Book contents
- Egypt and the Eastern Mediterranean World
- Egypt and the Eastern Mediterranean World
- Copyright page
- Contents
- Figures, Graphs, and Tables
- Notes on Contributors
- Notes on Transliteration, Names, and Dates
- Preface and Acknowledgments
- Additional material
- Introduction
- Part I Political and Administrative Connections
- Chapter 1 Egypt in the Age of Justinian: Connector or Disconnector?
- Chapter 2 At the Crossroads of Regional Settings: Egypt, 500–1000 CE
- Chapter 3 The Frontier Zone at the First Cataract before and at the Time of the Muslim Conquest (Fifth to Seventh Centuries)

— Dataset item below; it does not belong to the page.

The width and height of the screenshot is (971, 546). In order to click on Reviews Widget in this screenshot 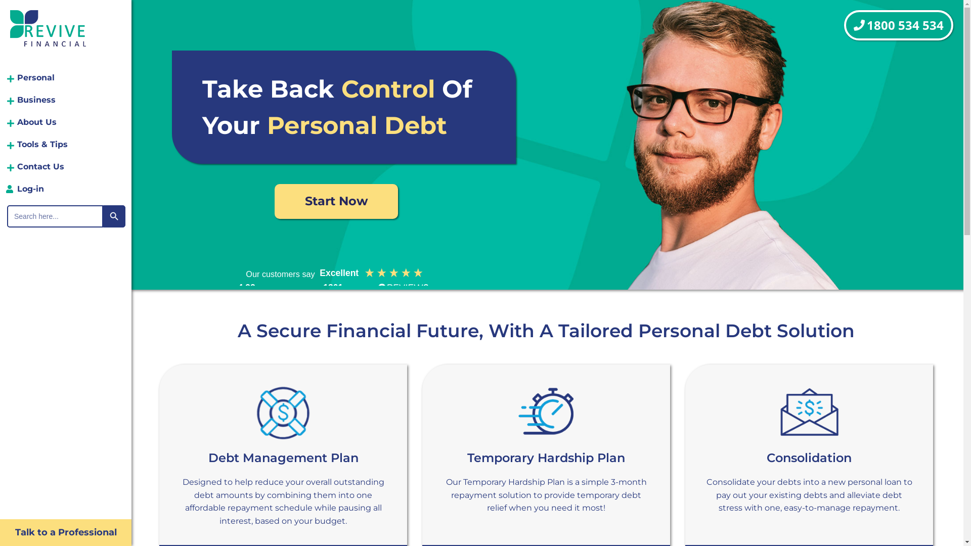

- Chapter 4 Islamic Historiography on Early Muslim Relations with Nubia
- Chapter 5 Local Tradition and Imperial Legal Policy under the Umayyads: The Evolution of the Early Egyptian School of Law
- Chapter 6 Ibn Ṭūlūn’s Pacification Campaign: Sedition, Authority, and Empire in Abbasid Egypt
- Part II Economic Connections
- Part III Social and Cultural Connections
- Index
- References
Chapter 3 - The Frontier Zone at the First Cataract before and at the Time of the Muslim Conquest (Fifth to Seventh Centuries)
from Part I - Political and Administrative Connections
Published online by Cambridge University Press: 01 December 2022
- Egypt and the Eastern Mediterranean World
- Egypt and the Eastern Mediterranean World
- Copyright page
- Contents
- Figures, Graphs, and Tables
- Notes on Contributors
- Notes on Transliteration, Names, and Dates
- Preface and Acknowledgments
- Additional material
- Introduction
- Part I Political and Administrative Connections
- Chapter 1 Egypt in the Age of Justinian: Connector or Disconnector?
- Chapter 2 At the Crossroads of Regional Settings: Egypt, 500–1000 CE
- Chapter 3 The Frontier Zone at the First Cataract before and at the Time of the Muslim Conquest (Fifth to Seventh Centuries)
- Chapter 4 Islamic Historiography on Early Muslim Relations with Nubia
- Chapter 5 Local Tradition and Imperial Legal Policy under the Umayyads: The Evolution of the Early Egyptian School of Law
- Chapter 6 Ibn Ṭūlūn’s Pacification Campaign: Sedition, Authority, and Empire in Abbasid Egypt
- Part II Economic Connections
- Part III Social and Cultural Connections
- Index
- References
Summary
A discussion of Egypt’s incorporation into the larger structures of an emerging Muslim empire should also touch upon the question when Egypt, from north to south, was entirely under Muslim dominion in the seventh century.1 Whereas the Muslim literary sources provide plenty of information about the conquest of the Nile Delta, and to some extent also that of Middle Egypt,2 our knowledge of the situation at the southern limes of the Byzantine empire, the last bastion to fall to the Muslims, is still very incomplete. How effective was the border defense in this strategic area – against enemies from both the south and the north? Was the Byzantine empire indeed not able to defend this part against aggressors? But why then, according to literary sources, could the Muslims only take Aswān in 652, a decade after the conquest of northern Egypt?
- Type
- Chapter
- Information
- Egypt and the Eastern Mediterranean WorldFrom Constantinople to Baghdad, 500-1000 CE, pp. 73 - 102Publisher: Cambridge University PressPrint publication year: 2022
References
Bibliography
Eide, Tormod, Hägg, Tomas, Pierce, Richard Holton and Török, László. Fontes Historiae Nubiorum: Textual Sources for the History of the Middle Nile Region between the Eighth Century BC and the Sixth Century AD, vol. 3: From the First to the Sixth Century AD. Bergen: University of Bergen, 1998.
Bernand, Étienne. Les inscriptions Grecques et Latines de Philae. Paris: Éditions du Centre National de la Recherche Scientifique, 1969.
Martindale, J. R. The Prosopography of the Later Roman Empire, vol. 2: AD 395–527. London: Cambridge University Press, 1980.